I'm Officially Hashicorp Certified. Here's How I Passed the HCTA Exam.

I decided now was as good a time as any to study up, and get myself certified as a Hashicorp Terraform Associate. What follows then, is an account of my experience studying for and taking the HCTA exam.

I'm Officially Hashicorp Certified. Here's How I Passed the HCTA Exam.

Preamble

A few months ago, I started a new job with Petabloc Cloud Consulting as a Senior Platform Engineer. I quickly saw how heavily they used Terraform to do the majority of the heavy lifting in their clients' cloud environments, and while I knew a bit about Terraform, I was certainly junior next to the majority of folks on the team in that regard. So I decided now was as good a time as any to study up, and get myself certified as a Hashicorp Terraform Associate. What follows then, is an account of my experience studying for and taking the HCTA exam.

Taking The Exam


The Exam

The HCTA is a proctored, written exam, that costs ~$70USD. It's roughly 70-100 multiple choice questions, with a passing grade of 70%, and you have approximately two hours to complete it.

The Proctors

The proctors are curiously more strict than you might expect. Aside from the typical requirements for most online proctored exams (room check, no devices present, government-issued ID as proof of identity), they ask that you not talk during the exam (I was admonished by my proctor for idly reading a question back to myself), and no headwear is allowed either (I was wearing a hat and was asked to remove it during the exam). TL;DR: Do yourself a favour and give the exam rules a very careful read.

The Exam Platform

The exam platform asks that you use their "secure browser", however as a dyed-in-the-wool Firefox user, I had trouble getting the exam browser to launch. I ended up having to download and use Chrome to get it working.

Exam-Day Prep

Considering all the constraints and rules I've just mentioned, give yourself plenty of time ahead of the exam to prepare. If your exam is at 1PM, start getting set up at 10am. Take an hour to refresh your memory with a practice exam if you can, get your laptop set up, get some fresh air, drink some water/coffee, and log into the exam platform as early as they'll let you.

Studying/Preparing For The Exam

Courses

The online course I took was through A Cloud Guru, and I can't recommend them enough. Their courses are typically a good mix of videos and hands-on learning by industry professionals that are usually pretty easy to follow along with. Overall their platform is great, but their Terraform course is one of the best I've seen anywhere.

Practice Exams

A Cloud Guru and platforms like them are great, but I personally have found that pairing courseware with a practice exam or two is always helpful. With that in mind, I used Udemy for this purpose. Here's the Udemy course I used. Why Udemy? Their courses are typically cheap, and this particular course offers five separate practice exams.

Lab Environment

As great as doing courses and practice exams are, there's no better practice than just doing it yourself in a live environment. The offical Terraform docs from Hashicorp are pretty solid, so what I recommend is to just set up a "free-tier" AWS account, install Terraform, and go to town. Spin up some EC2 instances, create some S3 buckets, move your state file into said buckets, go nuts. Play. Experiment. Hell, pair your Terraform modules with an Ansible playbook or two and set up some simple web applications or something.

Summary

Overall, I had a pretty decent experience taking the HCTA. The exam platform itself is a little rough around the edges, and the proctors could stand to lighten up a touch, but otherwise, it's definitely a worthwhile cert to get. It's worth noting though that the certification itself is valid for two years, so you'll have to recertify every now and then, but at $70, it's not a bad way to stay current with your knowledge of Terraform.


* BRIEF *
The answer should be each line from the entries below that has the word "Image" in it.
*** Opening STUDY MATERIAL ***
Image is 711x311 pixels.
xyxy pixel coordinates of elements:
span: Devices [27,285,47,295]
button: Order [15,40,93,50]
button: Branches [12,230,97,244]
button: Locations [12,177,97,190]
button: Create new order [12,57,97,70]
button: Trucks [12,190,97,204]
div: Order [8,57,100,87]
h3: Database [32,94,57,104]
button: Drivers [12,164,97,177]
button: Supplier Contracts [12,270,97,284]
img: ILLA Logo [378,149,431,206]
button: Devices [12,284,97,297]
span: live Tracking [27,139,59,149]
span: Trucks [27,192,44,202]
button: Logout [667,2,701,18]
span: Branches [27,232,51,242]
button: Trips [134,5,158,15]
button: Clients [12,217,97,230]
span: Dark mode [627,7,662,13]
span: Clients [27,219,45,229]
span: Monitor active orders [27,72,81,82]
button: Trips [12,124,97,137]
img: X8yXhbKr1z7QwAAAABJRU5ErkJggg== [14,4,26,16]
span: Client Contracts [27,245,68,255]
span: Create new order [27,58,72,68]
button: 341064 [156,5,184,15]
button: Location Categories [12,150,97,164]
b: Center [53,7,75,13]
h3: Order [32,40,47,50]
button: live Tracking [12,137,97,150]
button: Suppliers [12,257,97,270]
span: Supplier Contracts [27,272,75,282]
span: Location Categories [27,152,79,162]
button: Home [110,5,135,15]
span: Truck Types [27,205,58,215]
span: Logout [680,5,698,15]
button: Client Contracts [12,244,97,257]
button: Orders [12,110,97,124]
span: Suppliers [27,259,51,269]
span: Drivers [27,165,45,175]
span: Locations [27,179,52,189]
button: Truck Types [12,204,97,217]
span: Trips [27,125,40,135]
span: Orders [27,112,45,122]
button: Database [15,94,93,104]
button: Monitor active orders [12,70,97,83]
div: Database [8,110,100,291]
*** Closing STUDY MATERIAL ***
*** Opening STUDY MATERIAL ***
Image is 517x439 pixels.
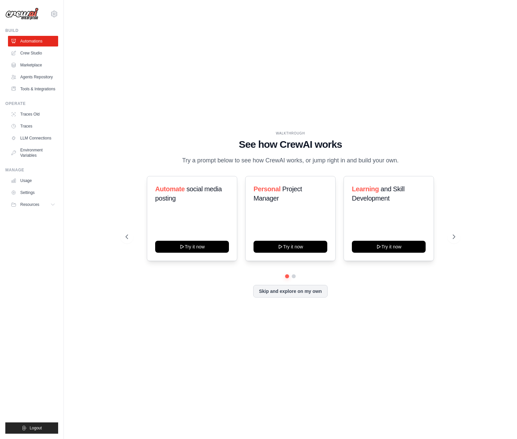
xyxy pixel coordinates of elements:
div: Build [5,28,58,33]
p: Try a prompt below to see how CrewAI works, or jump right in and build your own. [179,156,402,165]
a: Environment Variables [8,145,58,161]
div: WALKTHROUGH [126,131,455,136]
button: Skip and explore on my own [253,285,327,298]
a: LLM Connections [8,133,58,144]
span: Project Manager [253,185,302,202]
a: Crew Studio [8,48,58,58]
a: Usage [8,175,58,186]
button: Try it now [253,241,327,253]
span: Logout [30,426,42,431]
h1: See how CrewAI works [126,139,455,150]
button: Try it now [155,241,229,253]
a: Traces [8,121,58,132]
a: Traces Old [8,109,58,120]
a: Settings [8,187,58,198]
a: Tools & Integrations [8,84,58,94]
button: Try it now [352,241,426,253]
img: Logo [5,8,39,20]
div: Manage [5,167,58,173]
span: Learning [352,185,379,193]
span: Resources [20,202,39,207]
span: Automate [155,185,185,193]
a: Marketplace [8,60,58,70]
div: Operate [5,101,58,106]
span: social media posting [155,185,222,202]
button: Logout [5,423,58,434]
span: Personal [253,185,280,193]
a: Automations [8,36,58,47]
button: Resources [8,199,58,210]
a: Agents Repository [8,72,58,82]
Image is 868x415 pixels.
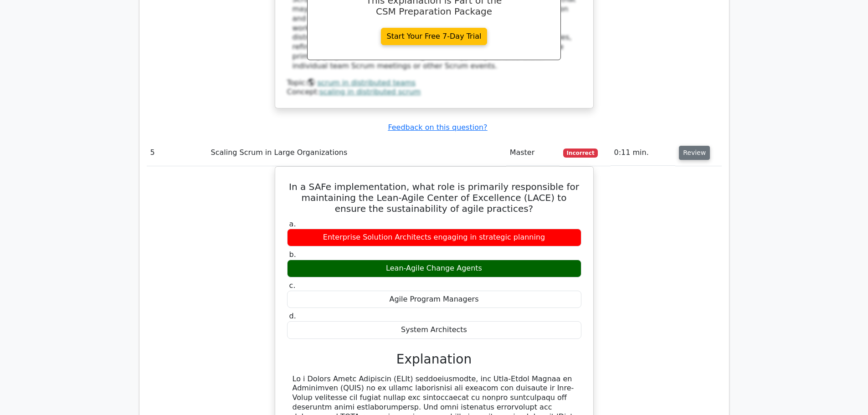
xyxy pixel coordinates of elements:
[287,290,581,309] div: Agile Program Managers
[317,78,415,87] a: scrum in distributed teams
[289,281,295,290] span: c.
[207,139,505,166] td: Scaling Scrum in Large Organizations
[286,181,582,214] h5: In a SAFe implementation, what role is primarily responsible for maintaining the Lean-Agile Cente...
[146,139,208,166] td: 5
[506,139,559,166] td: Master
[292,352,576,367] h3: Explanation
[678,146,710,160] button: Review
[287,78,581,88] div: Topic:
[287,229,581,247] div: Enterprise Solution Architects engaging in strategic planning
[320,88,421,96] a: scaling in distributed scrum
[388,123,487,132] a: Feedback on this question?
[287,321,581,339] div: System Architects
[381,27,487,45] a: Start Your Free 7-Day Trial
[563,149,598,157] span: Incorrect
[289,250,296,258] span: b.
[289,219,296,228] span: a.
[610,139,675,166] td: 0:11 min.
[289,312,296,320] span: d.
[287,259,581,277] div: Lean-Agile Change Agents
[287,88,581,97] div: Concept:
*** Closing STUDY MATERIAL ***
*** Opening STUDY MATERIAL ***
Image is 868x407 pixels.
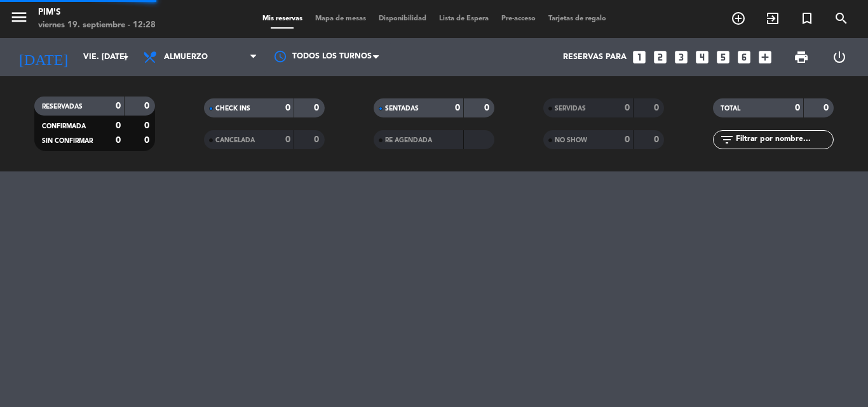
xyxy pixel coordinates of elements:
*** Closing STUDY MATERIAL ***
* RESULT *
Image is 711x311 pixels.
Image is 517x439 pixels.
Image is 868x415 pixels.
Image is 868x407 pixels.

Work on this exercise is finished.